Prosecutors used the date discrepancy to submit a bunch of texts showing Hunter hade been arranging meetings at a 7-Eleven.
MR. HINES: The first thing I’ll say is all of these text messages do link to our proof that he was still in Delaware on October 15th, but nonetheless our rebuttal case is not limited, there is no rule of evidence that limits a rebuttal case to exactly the words that the defense witness testified to.
What I’ll say on how it relates to the 15th is that we have location information showing him at a 7-Eleven on October 14th, 15th and 16th, I believe those are the dates that’s reflected in the summary chart.
And location information and a photograph is just that, it’s location information, it does not identify whether the person themself was actually necessarily at that location because the photograph shows a geolocation, it could have been someone else’s photograph. So the other messages that we included are all messages, et cetera, that show the defendant did frequent a 7-Eleven, they are just messages from October 9th through that date when he left the area showing that he was communicating with other individuals to meet at a 7-Eleven.
By doing so, just before closing arguments (and giving Lowell no time to prepare), prosecutors submitted evidence of Hunter trying to meet a guy named Q at a 7-Eleven.
As Lowell described when he vigorously objected, showing texts from October 10 would not rebut Naomi’s perspective of what Hunter looked like on October 19; it was case changing.

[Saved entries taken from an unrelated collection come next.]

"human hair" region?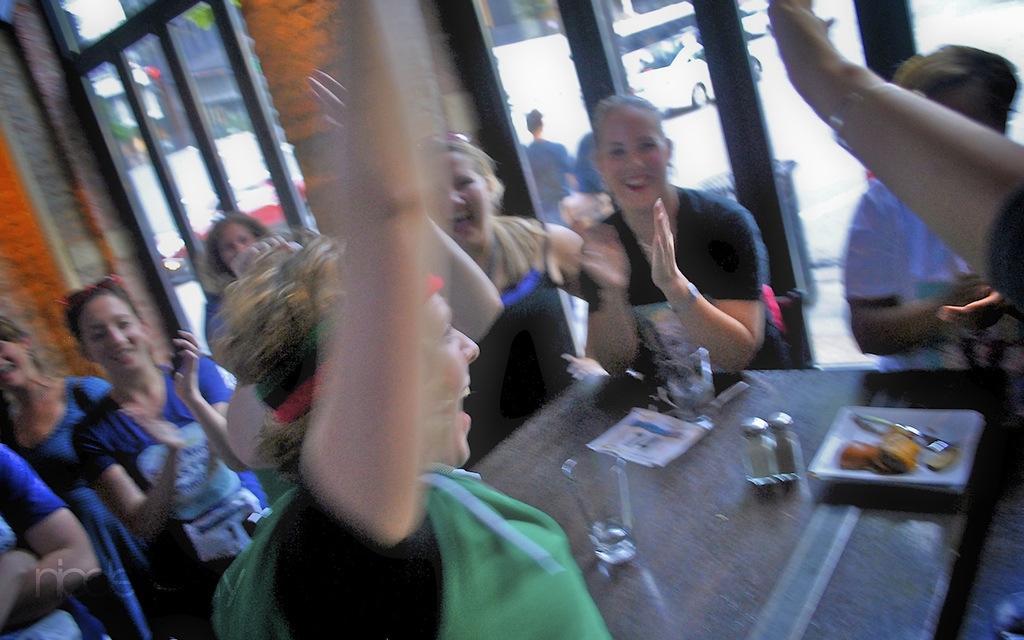
pyautogui.locateOnScreen(891, 42, 1022, 109)
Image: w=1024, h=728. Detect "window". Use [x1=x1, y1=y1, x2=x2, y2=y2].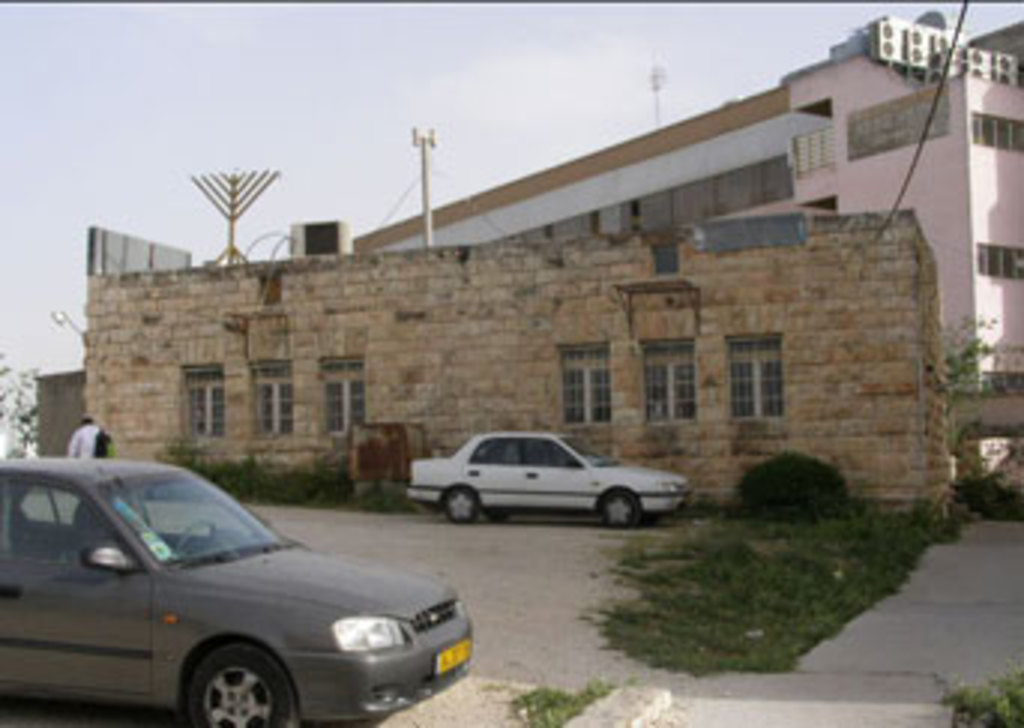
[x1=970, y1=117, x2=1021, y2=153].
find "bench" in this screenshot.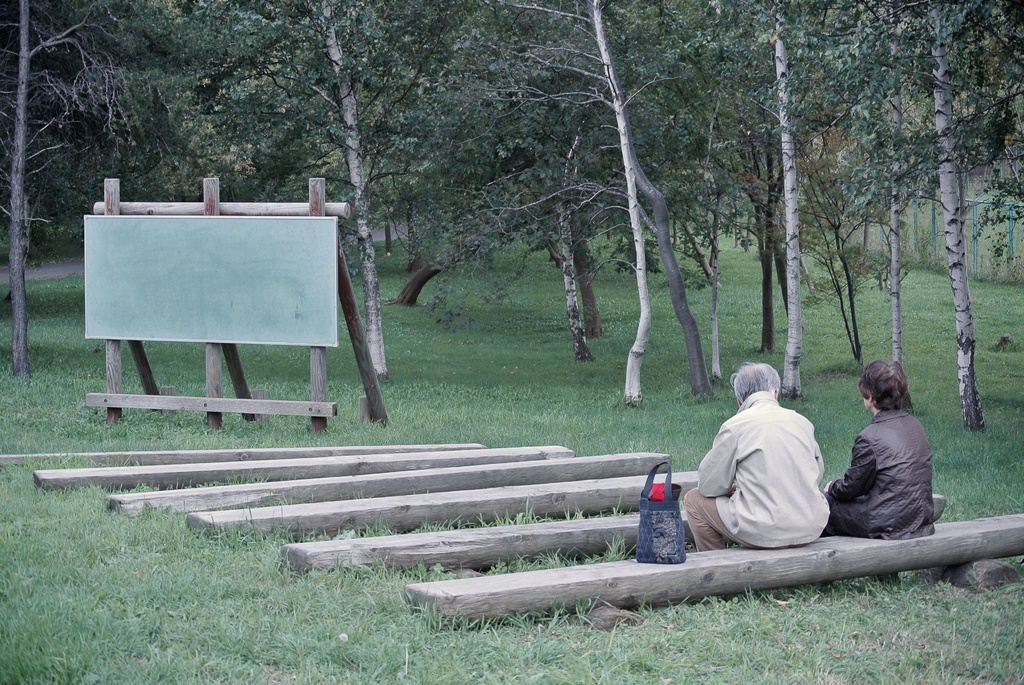
The bounding box for "bench" is <box>400,514,1023,629</box>.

MR. LOWELL: I am going to be repetitive, this is a case changing event and it shouldn’t be a case changing event where they shoehorn in this. What is relevant to rebut her perception of him on the 19th can be what? If he didn’t use drugs two weeks before does that rebut her perception? Six days before we know when he is on crack. He has to do it every twenty minutes according to the testimony. There is a disconnect, there is an extraordinary disconnect from her saying I saw him, maybe she wants to look at him in blinders, maybe she doesn’t say what he does, but that’s not —
Particularly given Hunter’s reference to meeting dealers at 7-Eleven in his memoir, this was some of the prosecution’s most probative evidence that he had bought drugs immediately before buying the gun. Indeed, they were among the few things Leo Wise mentioned in laying out the actual circumstantial evidence he was doing drugs that week.
What do we know specifically about that month of October. You see on the screen those drug messages on the 13th and the 14th. You see the addiction messages depicted on the 15th and the 23rd. You see the meeting messages on the 10th and the 11th, the day before he bought the gun on the 12th, and you see on the 23rd both addiction messages and drug remnants and drug paraphernalia recovered by Hallie Biden in the truck. [my emphasis]
Noreika’s decision to allow prosecutors to submit messages from a week before Naomi saw her father to rebut her claim that he looked fine is another of the decisions Lowell will include in any potential appeal.
It’s also a decision, and a development, that hasn’t been fully explained.
There’s a lot of armchair punditry about whether Hunter should have pled guilty (most of which misrepresents what happened to the plea deal, though this is an exception). But few understand how prosecutors used the mere fact that Naomi testified as an excuse to introduce texts that should have been in their case-in-chief.